Last week I threw my ancient and increasingly considerable weight behind our beleaguered young people.
So I was fascinated to see no more than a day or two later that the youth of today, the “millennials” are now being held responsible for food waste.
I thought that was a result of the ways we have been corralled into shopping in recent years, lack of cookery teaching, busy lifestyles and draconian shift patterns, the primacy of the often completely random “sell-by” and “use-by” dates and allowing supermarkets to get away with murder.
But obviously I am sadly mistaken. It’s those pesky kids again.
It would seem that meal-ennials are buying too much of too many gimmicky ingredients so they can create pretty-looking presentations to put on Instagram to impress their social media “friends”.
Then they are binning the leftovers because they’re never going to make that fancy dish again.
Garbage, I say. Waste is endemic in our society.
We’ve only just got to the point where supermarkets are being persuaded to allow perfectly edible stuff that would otherwise be thrown out to go to those most in need, who probably aren’t wasting a lot of what they get at the food bank.
I’m not saying waste doesn’t happen in the home. There’s no doubt a lot of that could be prevented with a little thought and planning.
And less pressure, either of time or cost, to stock up on processed, ready-prepared, convenience “bargains” in large-scale supermarket sweeps instead of buying what we need when we need it and knowing what to do with it.
But that needs a lot more radical thinking – and action – on the part of governments globally, rather than focusing the blame on (and claiming that the solution lies with) one branch of the consumer public.
With the current dominance of the “selfie”, image consciousness can be taken to absurd levels.
It used only to be genuinely famous people who had to contend with flash Harrys leaping out from shop doorways and shrubberies, not to mention Parisian underpasses, to capture an unguarded moment and plaster it all over the papers/internet for the world to goggle and boggle at.
Now, you have to have the best possible face to present to the web world out there.
And among many people, there is a greater interest in food so they end up taking pictures of it at home and in restaurants. I’ve seen them do it, I’m just too busy actually Hoovering the stuff up to bother.
Me, I waste nothing. No one can mop up gravy like I can, without the aid of bread, spoons or any of those softie Walter-type accoutrements – just by working my way round a plate with the kind of thrawn determination and tunnel-vision you don’t often see outside the offices of the government department for Brexit.
Anything else, in my opinion, is a waste of time.
Tropical Scotland
Well, did you enjoy the tropical interlude of weather last week that made Scotland hotter than sunny Madrid?
No, me neither. Although I will admit to sitting on the patio on Sunday morning enjoying a piping cup of coffee and crowing over chums in Estepona wrapped in horse-blankets and waterproofs. Perhaps there is something to be said for Brexit after all…
Mind you, anything other than 50 Shades of Dreich at this time of year in this country can be ramped up and made to seem like a sun-drenched spell of climatic exoticism, usually restrainedly designated as “mild”.
There is a reason that the highest sales of convertible cars in the world are achieved within the UK and notably, north of the border.
The first and slightest sign of anything upward of zero degrees creates a bit of a stampede to panic-absorb what little Vitamin D we get from nature in these parts.
Taps aff, in all senses, as they say in these airts and pairts.
It never ceases to amaze me that more climate change deniers do not hail (if you’ll pardon the expression) from our ranks, often heard to mutter: “Bring it on!” when experts deplore the increasing effects of global warming.
With his Scots heritage, perhaps that’s where Donald Trump gets his ideas from, apt when you think that this particular blast of hot air appears to be emanating from across the Atlantic, right in line with his political outpourings.
Just don’t tell the cool and collected Swedes, who seem to be giving the American president’s increasingly heated statements more than a little of the cold Nordic shoulder, along the lines of the Swedish national concept of “lagom”, a kind of minimalist version of the cosier Danish “hygge” approach to a comfy lifestyle.
It actually means something like “Just the right amount” or “Enough is as good as a feast”. Or in President Trump’s case, enough already.
Me, I wouldn’t want to tangle with the nation that gave us Vikings, Volvos and Ingmar Bergman. Not to mention Stockholm Syndrome and Abba.
And bang go the presidential chances of getting Ikea to tender a few blueprints for the border wall contract.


Before copying, set the pictures aside; then repeat every line below verbatim.

---------- Material to process ----------

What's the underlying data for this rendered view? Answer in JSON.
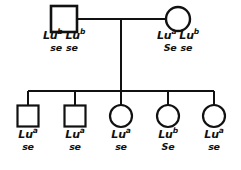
{
  "diagram": {
    "type": "pedigree-chart",
    "generations": 2,
    "colors": {
      "line": "#111111",
      "background": "#ffffff",
      "text": "#111111"
    }
  },
  "parents": [
    {
      "id": "father",
      "sex": "male",
      "symbol": "square",
      "cx": 64,
      "cy": 19,
      "size": 26,
      "label": {
        "gene_alleles": [
          {
            "base": "Lu",
            "sup": "b"
          },
          {
            "base": "Lu",
            "sup": "b"
          }
        ],
        "secretor_alleles": [
          "se",
          "se"
        ],
        "x": 16,
        "y": 30
      }
    },
    {
      "id": "mother",
      "sex": "female",
      "symbol": "circle",
      "cx": 178,
      "cy": 19,
      "radius": 12,
      "label": {
        "gene_alleles": [
          {
            "base": "Lu",
            "sup": "a"
          },
          {
            "base": "Lu",
            "sup": "b"
          }
        ],
        "secretor_alleles": [
          "Se",
          "se"
        ],
        "x": 130,
        "y": 30
      }
    }
  ],
  "mating": {
    "line_y": 19,
    "x_start": 77,
    "x_end": 166,
    "descent_x": 121,
    "descent_y_start": 19,
    "descent_y_end": 91
  },
  "sibship": {
    "line_y": 91,
    "x_start": 28,
    "x_end": 214,
    "drop_y_end": 106
  },
  "children": [
    {
      "id": "child-1",
      "sex": "male",
      "symbol": "square",
      "cx": 28,
      "cy": 116,
      "size": 21,
      "label": {
        "gene_alleles": [
          {
            "base": "Lu",
            "sup": "a"
          }
        ],
        "secretor_alleles": [
          "se"
        ],
        "x": 5,
        "y": 129
      }
    },
    {
      "id": "child-2",
      "sex": "male",
      "symbol": "square",
      "cx": 75,
      "cy": 116,
      "size": 21,
      "label": {
        "gene_alleles": [
          {
            "base": "Lu",
            "sup": "a"
          }
        ],
        "secretor_alleles": [
          "se"
        ],
        "x": 52,
        "y": 129
      }
    },
    {
      "id": "child-3",
      "sex": "female",
      "symbol": "circle",
      "cx": 121,
      "cy": 116,
      "radius": 11,
      "label": {
        "gene_alleles": [
          {
            "base": "Lu",
            "sup": "a"
          }
        ],
        "secretor_alleles": [
          "se"
        ],
        "x": 98,
        "y": 129
      }
    },
    {
      "id": "child-4",
      "sex": "female",
      "symbol": "circle",
      "cx": 168,
      "cy": 116,
      "radius": 11,
      "label": {
        "gene_alleles": [
          {
            "base": "Lu",
            "sup": "b"
          }
        ],
        "secretor_alleles": [
          "Se"
        ],
        "x": 145,
        "y": 129
      }
    },
    {
      "id": "child-5",
      "sex": "female",
      "symbol": "circle",
      "cx": 214,
      "cy": 116,
      "radius": 11,
      "label": {
        "gene_alleles": [
          {
            "base": "Lu",
            "sup": "a"
          }
        ],
        "secretor_alleles": [
          "se"
        ],
        "x": 191,
        "y": 129
      }
    }
  ]
}
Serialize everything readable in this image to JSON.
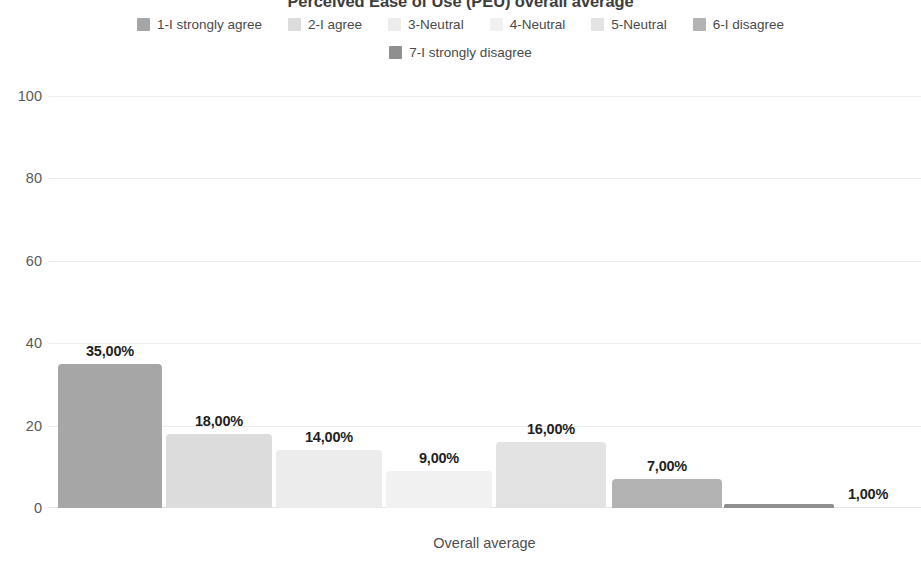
{
  "chart_data": {
    "type": "bar",
    "title": "Perceived Ease of Use (PEU) overall average",
    "xlabel": "Overall average",
    "ylabel": "",
    "categories": [
      "1-I strongly agree",
      "2-I agree",
      "3-Neutral",
      "4-Neutral",
      "5-Neutral",
      "6-I disagree",
      "7-I strongly disagree"
    ],
    "values": [
      35,
      18,
      14,
      9,
      16,
      7,
      1
    ],
    "value_labels": [
      "35,00%",
      "18,00%",
      "14,00%",
      "9,00%",
      "16,00%",
      "7,00%",
      "1,00%"
    ],
    "ylim": [
      0,
      100
    ],
    "yticks": [
      100,
      80,
      60,
      40,
      20,
      0
    ],
    "ytick_labels": [
      "100",
      "80",
      "60",
      "40",
      "20",
      "0"
    ],
    "grid": true,
    "legend_position": "top",
    "x_group": "Overall average",
    "colors": [
      "#a6a6a6",
      "#dcdcdc",
      "#ececec",
      "#f1f1f1",
      "#e3e3e3",
      "#b3b3b3",
      "#8f8f8f"
    ]
  },
  "legend": {
    "row1": [
      {
        "label": "1-I strongly agree",
        "color": "#a6a6a6"
      },
      {
        "label": "2-I agree",
        "color": "#dcdcdc"
      },
      {
        "label": "3-Neutral",
        "color": "#ececec"
      },
      {
        "label": "4-Neutral",
        "color": "#f1f1f1"
      },
      {
        "label": "5-Neutral",
        "color": "#e3e3e3"
      },
      {
        "label": "6-I disagree",
        "color": "#b3b3b3"
      }
    ],
    "row2": [
      {
        "label": "7-I strongly disagree",
        "color": "#8f8f8f"
      }
    ]
  }
}
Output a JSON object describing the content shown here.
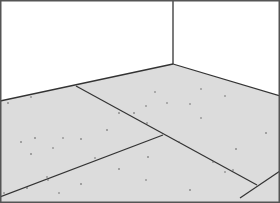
{
  "scene": {
    "description": "Line drawing of an empty room corner with speckled floor planks",
    "colors": {
      "wall": "#ffffff",
      "floor": "#dcdcdc",
      "line": "#333333",
      "border": "#555555",
      "speck": "#555555"
    }
  }
}
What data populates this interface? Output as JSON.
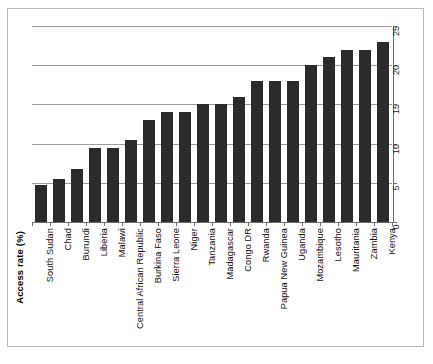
{
  "chart_data": {
    "type": "bar",
    "title": "",
    "xlabel": "",
    "ylabel": "Access rate (%)",
    "ylim": [
      0,
      25
    ],
    "yticks": [
      "0",
      "5",
      "10",
      "15",
      "20",
      "25"
    ],
    "grid": true,
    "legend": "none",
    "orientation": "vertical",
    "bar_color": "#2b2b2b",
    "categories": [
      "South Sudan",
      "Chad",
      "Burundi",
      "Liberia",
      "Malawi",
      "Central African Republic",
      "Burkina Faso",
      "Sierra Leone",
      "Niger",
      "Tanzania",
      "Madagascar",
      "Congo DR",
      "Rwanda",
      "Papua New Guinea",
      "Uganda",
      "Mozambique",
      "Lesotho",
      "Mauritania",
      "Zambia",
      "Kenya"
    ],
    "values": [
      4.7,
      5.5,
      6.7,
      9.5,
      9.5,
      10.5,
      13,
      14,
      14,
      15,
      15,
      16,
      18,
      18,
      18,
      20,
      21,
      22,
      22,
      23
    ]
  },
  "frame": {
    "border_color": "#b9b9b9"
  }
}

----------

(Answer to this problem):
What's the underlying data for this rendered view? Answer in JSON.
{
  "diagram": {
    "type": "pedigree-chart",
    "generations": 2,
    "colors": {
      "line": "#111111",
      "background": "#ffffff",
      "text": "#111111"
    }
  },
  "parents": [
    {
      "id": "father",
      "sex": "male",
      "symbol": "square",
      "cx": 64,
      "cy": 19,
      "size": 26,
      "label": {
        "gene_alleles": [
          {
            "base": "Lu",
            "sup": "b"
          },
          {
            "base": "Lu",
            "sup": "b"
          }
        ],
        "secretor_alleles": [
          "se",
          "se"
        ],
        "x": 16,
        "y": 30
      }
    },
    {
      "id": "mother",
      "sex": "female",
      "symbol": "circle",
      "cx": 178,
      "cy": 19,
      "radius": 12,
      "label": {
        "gene_alleles": [
          {
            "base": "Lu",
            "sup": "a"
          },
          {
            "base": "Lu",
            "sup": "b"
          }
        ],
        "secretor_alleles": [
          "Se",
          "se"
        ],
        "x": 130,
        "y": 30
      }
    }
  ],
  "mating": {
    "line_y": 19,
    "x_start": 77,
    "x_end": 166,
    "descent_x": 121,
    "descent_y_start": 19,
    "descent_y_end": 91
  },
  "sibship": {
    "line_y": 91,
    "x_start": 28,
    "x_end": 214,
    "drop_y_end": 106
  },
  "children": [
    {
      "id": "child-1",
      "sex": "male",
      "symbol": "square",
      "cx": 28,
      "cy": 116,
      "size": 21,
      "label": {
        "gene_alleles": [
          {
            "base": "Lu",
            "sup": "a"
          }
        ],
        "secretor_alleles": [
          "se"
        ],
        "x": 5,
        "y": 129
      }
    },
    {
      "id": "child-2",
      "sex": "male",
      "symbol": "square",
      "cx": 75,
      "cy": 116,
      "size": 21,
      "label": {
        "gene_alleles": [
          {
            "base": "Lu",
            "sup": "a"
          }
        ],
        "secretor_alleles": [
          "se"
        ],
        "x": 52,
        "y": 129
      }
    },
    {
      "id": "child-3",
      "sex": "female",
      "symbol": "circle",
      "cx": 121,
      "cy": 116,
      "radius": 11,
      "label": {
        "gene_alleles": [
          {
            "base": "Lu",
            "sup": "a"
          }
        ],
        "secretor_alleles": [
          "se"
        ],
        "x": 98,
        "y": 129
      }
    },
    {
      "id": "child-4",
      "sex": "female",
      "symbol": "circle",
      "cx": 168,
      "cy": 116,
      "radius": 11,
      "label": {
        "gene_alleles": [
          {
            "base": "Lu",
            "sup": "b"
          }
        ],
        "secretor_alleles": [
          "Se"
        ],
        "x": 145,
        "y": 129
      }
    },
    {
      "id": "child-5",
      "sex": "female",
      "symbol": "circle",
      "cx": 214,
      "cy": 116,
      "radius": 11,
      "label": {
        "gene_alleles": [
          {
            "base": "Lu",
            "sup": "a"
          }
        ],
        "secretor_alleles": [
          "se"
        ],
        "x": 191,
        "y": 129
      }
    }
  ]
}
Serialize everything readable in this image to JSON.
{
  "chart_data": {
    "type": "bar",
    "title": "Perceived Ease of Use (PEU) overall average",
    "xlabel": "Overall average",
    "ylabel": "",
    "categories": [
      "1-I strongly agree",
      "2-I agree",
      "3-Neutral",
      "4-Neutral",
      "5-Neutral",
      "6-I disagree",
      "7-I strongly disagree"
    ],
    "values": [
      35,
      18,
      14,
      9,
      16,
      7,
      1
    ],
    "value_labels": [
      "35,00%",
      "18,00%",
      "14,00%",
      "9,00%",
      "16,00%",
      "7,00%",
      "1,00%"
    ],
    "ylim": [
      0,
      100
    ],
    "yticks": [
      100,
      80,
      60,
      40,
      20,
      0
    ],
    "ytick_labels": [
      "100",
      "80",
      "60",
      "40",
      "20",
      "0"
    ],
    "grid": true,
    "legend_position": "top",
    "x_group": "Overall average",
    "colors": [
      "#a6a6a6",
      "#dcdcdc",
      "#ececec",
      "#f1f1f1",
      "#e3e3e3",
      "#b3b3b3",
      "#8f8f8f"
    ]
  },
  "legend": {
    "row1": [
      {
        "label": "1-I strongly agree",
        "color": "#a6a6a6"
      },
      {
        "label": "2-I agree",
        "color": "#dcdcdc"
      },
      {
        "label": "3-Neutral",
        "color": "#ececec"
      },
      {
        "label": "4-Neutral",
        "color": "#f1f1f1"
      },
      {
        "label": "5-Neutral",
        "color": "#e3e3e3"
      },
      {
        "label": "6-I disagree",
        "color": "#b3b3b3"
      }
    ],
    "row2": [
      {
        "label": "7-I strongly disagree",
        "color": "#8f8f8f"
      }
    ]
  }
}
Output a JSON object describing the content shown here.
{
  "scene": {
    "description": "Line drawing of an empty room corner with speckled floor planks",
    "colors": {
      "wall": "#ffffff",
      "floor": "#dcdcdc",
      "line": "#333333",
      "border": "#555555",
      "speck": "#555555"
    }
  }
}
What data populates this interface? Output as JSON.
{
  "chart_data": {
    "type": "bar",
    "title": "",
    "xlabel": "",
    "ylabel": "Access rate (%)",
    "ylim": [
      0,
      25
    ],
    "yticks": [
      "0",
      "5",
      "10",
      "15",
      "20",
      "25"
    ],
    "grid": true,
    "legend": "none",
    "orientation": "vertical",
    "bar_color": "#2b2b2b",
    "categories": [
      "South Sudan",
      "Chad",
      "Burundi",
      "Liberia",
      "Malawi",
      "Central African Republic",
      "Burkina Faso",
      "Sierra Leone",
      "Niger",
      "Tanzania",
      "Madagascar",
      "Congo DR",
      "Rwanda",
      "Papua New Guinea",
      "Uganda",
      "Mozambique",
      "Lesotho",
      "Mauritania",
      "Zambia",
      "Kenya"
    ],
    "values": [
      4.7,
      5.5,
      6.7,
      9.5,
      9.5,
      10.5,
      13,
      14,
      14,
      15,
      15,
      16,
      18,
      18,
      18,
      20,
      21,
      22,
      22,
      23
    ]
  },
  "frame": {
    "border_color": "#b9b9b9"
  }
}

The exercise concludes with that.